COVVID vaccine: latest data on the risk of disruption of the menstrual cycle

Is any change really low compared to the natural variation of normal cycles?

Thus, many women have reported changes in their rules after vaccination against COVID-19 and evidence of this gap were combined.British experts today highlight new observational studies which provide reassuring data suggesting that any change remains low compared to the natural variation of normal cycles.

One of the main authors, Dr.
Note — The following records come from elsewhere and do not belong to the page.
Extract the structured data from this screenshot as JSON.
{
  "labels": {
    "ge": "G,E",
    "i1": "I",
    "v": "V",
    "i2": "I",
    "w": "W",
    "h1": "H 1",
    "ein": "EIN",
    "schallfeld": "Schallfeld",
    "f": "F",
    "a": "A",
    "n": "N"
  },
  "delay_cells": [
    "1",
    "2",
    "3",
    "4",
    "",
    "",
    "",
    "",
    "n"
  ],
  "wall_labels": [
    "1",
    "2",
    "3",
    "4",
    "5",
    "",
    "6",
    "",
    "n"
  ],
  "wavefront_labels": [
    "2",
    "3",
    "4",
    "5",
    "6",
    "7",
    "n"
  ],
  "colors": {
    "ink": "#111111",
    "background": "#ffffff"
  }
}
Victoria Male, a reproductive health specialist at the Imperial College in London, sums up these latest conclusions:

A first analysis of the data of 3,959 participants having recorded at least 6 consecutive cycles on a monitoring of the menstrual cycle, of which 2,403 vaccinated participants concludes in contrast to previous studies that:

A second study questioned 5,688 participants in specific menstrual changes (such as unexpected intermenstrual bleeding or more important menstrual pain than normal) during the preceding cycles and according to each dose of vaccine.This study seems to reveal a very high level of variation in normal cycles, hitherto not taken into account:

VACCIN COVID : Dernières données sur le risque de perturbation du cycle menstruel

According to experts, these new data are rather reassuring: changes in the menstrual cycle occur after vaccination, they no longer seem questionable, but they are weak compared to natural variation and are quickly reversed.

Is it really totally reassuring?In practice, the authors "derive" it, seek to avoid-which is possible in the United Kingdom-a 2-file vaccination scheme during the same cycle.

The British health agency, the MHRA (Medicines and Healthcare Products Regulatory Agency) has just said, for its part, that current evidence does not corroborate the existence of a link between changes in menstrual cycles and COVID vaccination.The British agency's recommendation to women knowing these changes after vaccination is to be treated according to the usual clinical routes.

Finally, experts come back to more recent evidence suggesting that covid infection can reduce the number and quality of sperm, therefore induce effects on fertility.

"There is still a lot to learn," finally recognize the authors who nevertheless call for more urgent research: to determine if a group of women is particularly vulnerable and better define the extent and persistence of these changes.